‘Volcanic Eruptions Always Fascinate’

Ragnar Th. Sigurðsson is ready with the camera. He stands …

Ragnar Th. Sigurðsson is ready with the camera. He stands beside a photo he took of the 2010 eruption in Eyjafjallajökull. Photo/Sigurður Bogi Sævarsson

Vala Hafstað

“Volcanic eruptions always fascinate and the excitement increases,” photographer Ragnar Th. Sigurðsson states in an interview with Morgunblaðið reporter Sigurður Bogi Sævarsson. He has been taking photos for nearly half a century, specializing in Icelandic landscape and natural forces.

Naturally, he is closely following developments on the Reykjanes peninsula, wondering whether an eruption is to be expected soon.

Ragnar’s first job as a photographer was at the daily Dagblaðið in 1975. Shortly before Christmas that year, a volcanic eruption began in the Krafla area, Northeast Iceland, and by 1984, the area had seen nine eruptions.

“Back then, photographers and reporters were allowed to go all the way up to the glowing lava, a thousand degrees hot,” he relates, “and this taught you to beware of danger. The main rule is to beware of pollution from gases and to avoid depressions and hollows. You need to have an instrument to measure volcanic gases and gas masks, wear a helmet and be dressed right. You have to read your surroundings and always have an escape route if something unexpected happens.”

That’s what comes to mind when he thinks of the eruptions in the Krafla region and the three eruptions in Hekla volcano – in 1980, 1991 and 2000.”

“There were a few eruptions in Grímsvötn, and the Gjálp eruption in the fall of 1996 was a major eruption. The Holuhraun eruption, which began in August of 2014 and lasted into 2015, is very memorable, as well as pictures taken there,” he notes.

“I guess the ones that stand out, though, are the eruptions in Eyjafjallajökull – first on Fimmvörðuháls and then the phreatomagmatic eruption [where magma reacts with water] in the glacier itself. I spent days in the area, photographing lava flow, the eruptive column, and lightning in the sky. [Geologist] Ari Trausti Guðmundsson and I got the idea to publish a book about the eruption, which we did. It came out 18 days after we got the idea, and the eruption was still ongoing.”

Ragnar Th. has been working independently for a long time. He operates an image bank at Arctic-Images.com, where photos from Iceland can be accessed and purchased, including countless ones of volcanic eruptions.

Fast technological advances have changed Ragnar’s job. “Still,” he states, “the photographer needs to be alert, have limitless interest in the surroundings, and be good at finding new and exciting perspectives, seize the right moment and take the one and only true picture that captures the whole eruption.

Regardless of how good the camera is, it is the photographer and his skill that determine the outcome,” Ragnar concludes.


**EXERCISE BRIEF**.
Identify all lines below that hold "chart" and collect them.

**PROVIDED RECORDS**.
Start of Block
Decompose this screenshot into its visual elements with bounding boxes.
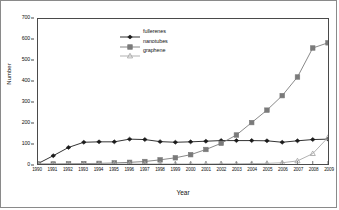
series-fullerenes	[38, 137, 328, 164]
x-tick-label: 1993	[78, 167, 88, 172]
y-tick-label: 100	[22, 141, 30, 146]
x-tick-label: 2002	[217, 167, 227, 172]
data-point-marker	[97, 140, 102, 144]
y-tick-mark	[31, 102, 34, 103]
y-tick-mark	[31, 144, 34, 145]
x-axis-labels: 1990199119921993199419951996199719981999…	[37, 167, 329, 181]
x-tick-label: 2004	[247, 167, 257, 172]
legend-label: graphene	[143, 47, 165, 53]
legend-label: nanotubes	[143, 38, 168, 44]
data-point-marker	[326, 41, 328, 46]
data-point-marker	[173, 156, 178, 161]
x-tick-label: 2005	[263, 167, 273, 172]
data-point-marker	[295, 75, 300, 80]
data-point-marker	[310, 138, 315, 142]
x-tick-label: 2006	[278, 167, 288, 172]
data-point-marker	[127, 137, 132, 141]
x-tick-label: 2001	[201, 167, 211, 172]
data-point-marker	[188, 140, 193, 144]
y-tick-mark	[31, 165, 34, 166]
plot-area	[37, 18, 329, 165]
legend-item-fullerenes: fullerenes	[119, 27, 168, 35]
legend-item-nanotubes: nanotubes	[119, 37, 168, 45]
x-tick-label: 1994	[94, 167, 104, 172]
y-tick-label: 0	[27, 162, 30, 167]
data-point-marker	[51, 154, 56, 158]
y-tick-label: 700	[22, 15, 30, 20]
x-tick-label: 1992	[63, 167, 73, 172]
data-point-marker	[310, 46, 315, 51]
data-point-marker	[249, 120, 254, 125]
data-point-marker	[234, 133, 239, 138]
y-axis-labels: 0100200300400500600700	[1, 18, 34, 165]
y-tick-label: 500	[22, 57, 30, 62]
y-tick-mark	[31, 18, 34, 19]
series-line	[38, 139, 328, 163]
data-point-marker	[234, 139, 239, 143]
square-marker-icon	[119, 37, 141, 45]
x-tick-label: 1998	[155, 167, 165, 172]
x-tick-label: 1995	[109, 167, 119, 172]
x-tick-label: 1997	[140, 167, 150, 172]
series-graphene	[38, 135, 328, 164]
chart-svg	[38, 19, 328, 164]
legend-label: fullerenes	[143, 28, 166, 34]
data-point-marker	[280, 140, 285, 144]
series-line	[38, 43, 328, 164]
data-point-marker	[204, 147, 209, 152]
data-point-marker	[112, 140, 117, 144]
y-tick-mark	[31, 81, 34, 82]
data-point-marker	[66, 145, 71, 149]
chart-figure: Number 0100200300400500600700 fullerenes…	[0, 0, 337, 208]
x-tick-label: 1999	[171, 167, 181, 172]
y-tick-mark	[31, 60, 34, 61]
triangle-marker-icon	[119, 46, 141, 54]
x-tick-label: 1991	[48, 167, 58, 172]
x-tick-label: 1990	[32, 167, 42, 172]
x-axis-title: Year	[37, 189, 329, 196]
x-tick-label: 2003	[232, 167, 242, 172]
data-point-marker	[265, 139, 270, 143]
y-tick-mark	[31, 123, 34, 124]
y-tick-label: 300	[22, 99, 30, 104]
y-tick-mark	[31, 39, 34, 40]
data-point-marker	[249, 139, 254, 143]
data-point-marker	[158, 140, 163, 144]
data-point-marker	[173, 140, 178, 144]
chart-legend: fullerenesnanotubesgraphene	[119, 27, 168, 54]
x-tick-label: 1996	[124, 167, 134, 172]
diamond-marker-icon	[119, 27, 141, 35]
x-tick-label: 2007	[293, 167, 303, 172]
legend-item-graphene: graphene	[119, 46, 168, 54]
data-point-marker	[280, 93, 285, 98]
y-tick-label: 600	[22, 36, 30, 41]
data-point-marker	[219, 141, 224, 146]
data-point-marker	[143, 138, 148, 142]
data-point-marker	[295, 139, 300, 143]
y-tick-label: 400	[22, 78, 30, 83]
x-tick-label: 2000	[186, 167, 196, 172]
data-point-marker	[265, 108, 270, 113]
y-tick-label: 200	[22, 120, 30, 125]
data-point-marker	[204, 139, 209, 143]
series-line	[38, 137, 328, 164]
data-point-marker	[188, 152, 193, 157]
data-point-marker	[82, 140, 87, 144]
x-tick-label: 2009	[324, 167, 334, 172]
series-nanotubes	[38, 41, 328, 164]
x-tick-label: 2008	[309, 167, 319, 172]
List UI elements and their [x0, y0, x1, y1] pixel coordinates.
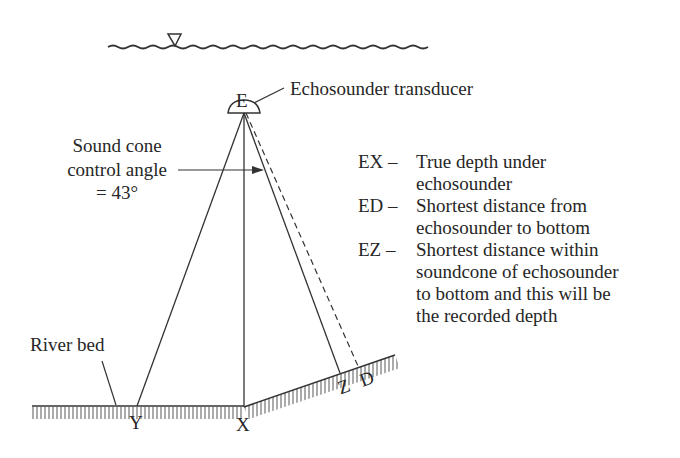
line-EZ: [244, 113, 340, 373]
river-bed-leader-line: [102, 361, 116, 405]
point-label-Y: Y: [129, 412, 143, 434]
legend-key: EZ –: [358, 239, 416, 327]
legend-key: ED –: [358, 195, 416, 239]
legend-item-ED: ED – Shortest distance from echosounder …: [358, 195, 619, 239]
cone-label-line3: = 43°: [54, 182, 180, 204]
legend: EX – True depth under echosounder ED – S…: [358, 151, 619, 327]
legend-desc: Shortest distance from echosounder to bo…: [416, 195, 590, 239]
legend-item-EZ: EZ – Shortest distance within soundcone …: [358, 239, 619, 327]
transducer-leader-line: [254, 88, 284, 103]
cone-label-line1: Sound cone: [54, 135, 180, 157]
water-surface-line: [108, 46, 428, 49]
transducer-label: Echosounder transducer: [290, 78, 473, 100]
legend-desc: True depth under echosounder: [416, 151, 546, 195]
point-label-E: E: [236, 90, 248, 112]
legend-key: EX –: [358, 151, 416, 195]
legend-desc: Shortest distance within soundcone of ec…: [416, 239, 619, 327]
legend-item-EX: EX – True depth under echosounder: [358, 151, 619, 195]
point-label-X: X: [236, 414, 250, 436]
water-level-triangle-icon: [168, 34, 181, 46]
cone-label-line2: control angle: [54, 159, 180, 181]
angle-arrowhead-icon: [252, 166, 264, 174]
line-ED: [246, 113, 358, 366]
river-bed-label: River bed: [30, 334, 104, 356]
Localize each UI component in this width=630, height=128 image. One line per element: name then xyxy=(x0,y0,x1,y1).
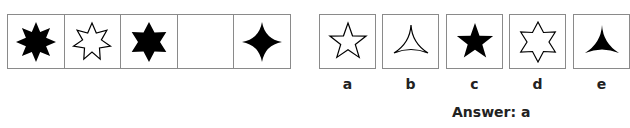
option-e-box[interactable] xyxy=(573,14,630,69)
three-point-star-outline-icon xyxy=(389,20,433,64)
option-e-label: e xyxy=(573,76,630,92)
sequence-cell-5 xyxy=(234,15,290,68)
sequence-cell-1 xyxy=(8,15,65,68)
six-point-star-filled-icon xyxy=(127,20,171,64)
eight-point-star-filled-icon xyxy=(14,20,58,64)
option-c-label: c xyxy=(446,76,503,92)
option-b-box[interactable] xyxy=(382,14,439,69)
five-point-star-outline-icon xyxy=(326,20,370,64)
option-b-label: b xyxy=(382,76,439,92)
sequence-cell-3 xyxy=(121,15,178,68)
sequence-cell-4-empty xyxy=(178,15,235,68)
sequence-cell-2 xyxy=(65,15,122,68)
five-point-star-filled-icon xyxy=(453,20,497,64)
seven-point-star-outline-icon xyxy=(70,20,114,64)
option-d-box[interactable] xyxy=(509,14,566,69)
six-point-star-outline-icon xyxy=(516,20,560,64)
option-a-box[interactable] xyxy=(319,14,376,69)
option-c-box[interactable] xyxy=(446,14,503,69)
three-point-star-filled-icon xyxy=(580,20,624,64)
four-point-star-filled-icon xyxy=(240,20,284,64)
option-d-label: d xyxy=(509,76,566,92)
option-a-label: a xyxy=(319,76,376,92)
answer-text: Answer: a xyxy=(452,104,530,120)
sequence-strip xyxy=(7,14,291,69)
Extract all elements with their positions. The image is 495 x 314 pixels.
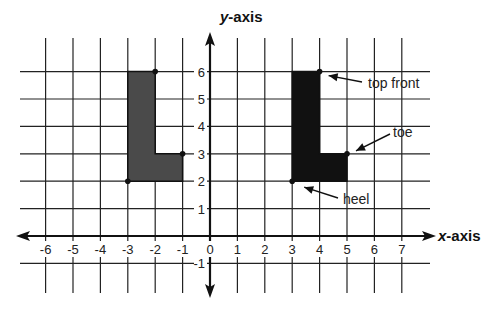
- x-tick-label: 2: [261, 242, 268, 257]
- y-tick-label: 1: [198, 202, 205, 217]
- x-tick-label: -5: [67, 242, 79, 257]
- coordinate-plane: -6-5-4-3-2-101234567654321-1 top frontto…: [0, 0, 495, 314]
- y-tick-label: 5: [198, 92, 205, 107]
- x-tick-label: 7: [398, 242, 405, 257]
- vertex-dot: [317, 69, 323, 75]
- annotation-label-heel: heel: [343, 191, 369, 207]
- y-tick-label: 3: [198, 147, 205, 162]
- arrowhead-icon: [329, 73, 339, 81]
- vertex-dot: [344, 151, 350, 157]
- x-tick-label: -4: [95, 242, 107, 257]
- x-tick-label: -6: [40, 242, 52, 257]
- x-tick-label: 6: [371, 242, 378, 257]
- tick-labels: -6-5-4-3-2-101234567654321-1: [38, 64, 410, 272]
- x-tick-label: -1: [177, 242, 189, 257]
- y-tick-label: 6: [198, 65, 205, 80]
- x-tick-label: 3: [289, 242, 296, 257]
- y-tick-label: -1: [193, 256, 205, 271]
- annotation-label-toe: toe: [393, 124, 413, 140]
- y-tick-label: 2: [198, 174, 205, 189]
- arrowhead-icon: [304, 186, 314, 194]
- vertex-dot: [125, 178, 131, 184]
- vertex-dot: [180, 151, 186, 157]
- y-tick-label: 4: [198, 119, 205, 134]
- y-axis-label: y-axis: [219, 8, 263, 25]
- vertex-dot: [289, 178, 295, 184]
- x-axis-label: x-axis: [437, 227, 481, 244]
- x-tick-label: 4: [316, 242, 323, 257]
- vertex-dot: [152, 69, 158, 75]
- x-tick-label: -2: [149, 242, 161, 257]
- x-tick-label: -3: [122, 242, 134, 257]
- x-tick-label: 0: [206, 242, 213, 257]
- annotation-label-top-front: top front: [368, 75, 419, 91]
- x-tick-label: 5: [343, 242, 350, 257]
- x-tick-label: 1: [234, 242, 241, 257]
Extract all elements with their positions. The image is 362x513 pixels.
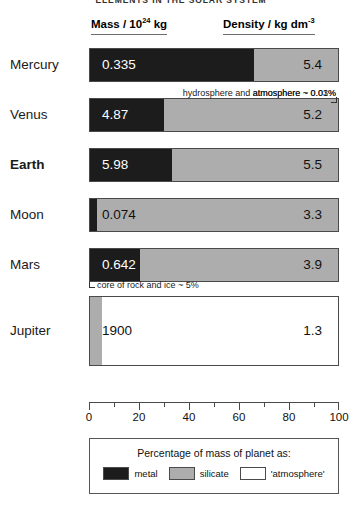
- legend-swatch-atmosphere-icon: [240, 467, 266, 480]
- legend-label-atmosphere: 'atmosphere': [271, 468, 325, 479]
- axis-tick-minor: [114, 403, 115, 407]
- bar-segment-metal: [90, 199, 97, 231]
- axis-tick-minor: [214, 403, 215, 407]
- legend-swatch-metal-icon: [103, 467, 129, 480]
- axis-tick-major: [89, 403, 90, 410]
- table-row: Jupiter 1900 1.3: [0, 296, 362, 346]
- axis-label-80: 80: [283, 411, 296, 423]
- mass-header-exponent: 24: [142, 16, 150, 25]
- axis-label-0: 0: [86, 411, 92, 423]
- legend-label-metal: metal: [134, 468, 157, 479]
- axis-label-100: 100: [329, 411, 348, 423]
- row-label-venus: Venus: [10, 98, 84, 132]
- mass-value-jupiter: 1900: [102, 296, 132, 366]
- table-row: Earth 5.98 5.5: [0, 148, 362, 198]
- axis-label-20: 20: [133, 411, 146, 423]
- legend-items: metal silicate 'atmosphere': [90, 467, 338, 480]
- axis-tick-major: [139, 403, 140, 410]
- legend-title: Percentage of mass of planet as:: [90, 447, 338, 459]
- callout-leader-icon: [331, 97, 337, 103]
- annotation-jupiter: core of rock and ice ~ 5%: [97, 280, 199, 290]
- density-value-jupiter: 1.3: [303, 296, 322, 366]
- legend-swatch-silicate-icon: [169, 467, 195, 480]
- density-value-mars: 3.9: [303, 248, 322, 282]
- annotation-jupiter-text: core of rock and ice ~ 5%: [97, 280, 199, 290]
- mass-header-text: Mass / 10: [91, 18, 142, 30]
- mass-column-header: Mass / 1024 kg: [91, 18, 167, 35]
- mass-value-earth: 5.98: [102, 148, 128, 182]
- mass-header-unit: kg: [151, 18, 168, 30]
- column-headers: Mass / 1024 kg Density / kg dm-3: [0, 18, 362, 44]
- density-header-text: Density / kg dm: [223, 18, 308, 30]
- axis-label-40: 40: [183, 411, 196, 423]
- density-header-exponent: -3: [308, 16, 315, 25]
- row-label-earth: Earth: [10, 148, 84, 182]
- mass-value-venus: 4.87: [102, 98, 128, 132]
- density-value-mercury: 5.4: [303, 48, 322, 82]
- axis-label-60: 60: [233, 411, 246, 423]
- legend-item-silicate: silicate: [169, 467, 229, 480]
- axis-tick-major: [239, 403, 240, 410]
- row-label-mars: Mars: [10, 248, 84, 282]
- mass-value-moon: 0.074: [102, 198, 136, 232]
- mass-value-mars: 0.642: [102, 248, 136, 282]
- bar-segment-silicate: [90, 297, 102, 365]
- row-label-moon: Moon: [10, 198, 84, 232]
- annotation-earth: hydrosphere and atmosphere ~ 0.03%: [128, 88, 336, 98]
- bar-segment-silicate: [254, 49, 338, 81]
- row-label-jupiter: Jupiter: [10, 296, 84, 366]
- table-row: atmosphere ~ 0.01% Venus 4.87 5.2: [0, 98, 362, 148]
- density-value-venus: 5.2: [303, 98, 322, 132]
- density-column-header: Density / kg dm-3: [223, 18, 315, 35]
- row-label-mercury: Mercury: [10, 48, 84, 82]
- legend-item-atmosphere: 'atmosphere': [240, 467, 325, 480]
- density-value-moon: 3.3: [303, 198, 322, 232]
- callout-leader-icon: [89, 282, 95, 288]
- table-row: Mars 0.642 3.9: [0, 248, 362, 298]
- chart-plot-area: Mercury 0.335 5.4 atmosphere ~ 0.01% Ven…: [0, 48, 362, 393]
- axis-tick-major: [289, 403, 290, 410]
- annotation-earth-text: hydrosphere and atmosphere ~ 0.03%: [183, 88, 336, 98]
- mass-value-mercury: 0.335: [102, 48, 136, 82]
- axis-tick-minor: [264, 403, 265, 407]
- axis-tick-major: [338, 403, 339, 410]
- legend-item-metal: metal: [103, 467, 157, 480]
- axis-tick-minor: [314, 403, 315, 407]
- legend-label-silicate: silicate: [200, 468, 229, 479]
- x-axis-labels: 0 20 40 60 80 100: [89, 411, 339, 427]
- legend: Percentage of mass of planet as: metal s…: [89, 438, 339, 494]
- table-row: Moon 0.074 3.3: [0, 198, 362, 248]
- axis-tick-minor: [164, 403, 165, 407]
- axis-tick-major: [189, 403, 190, 410]
- figure-title: ELEMENTS IN THE SOLAR SYSTEM: [0, 0, 362, 4]
- density-value-earth: 5.5: [303, 148, 322, 182]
End of Block
**YOUR RESPONSE**.
chart-svg	[38, 19, 328, 164]
chart-figure: Number 0100200300400500600700 fullerenes…	[0, 0, 337, 208]
chart-legend: fullerenesnanotubesgraphene	[119, 27, 168, 54]
- chart-plot-area: Mercury 0.335 5.4 atmosphere ~ 0.01% Ven…: [0, 48, 362, 393]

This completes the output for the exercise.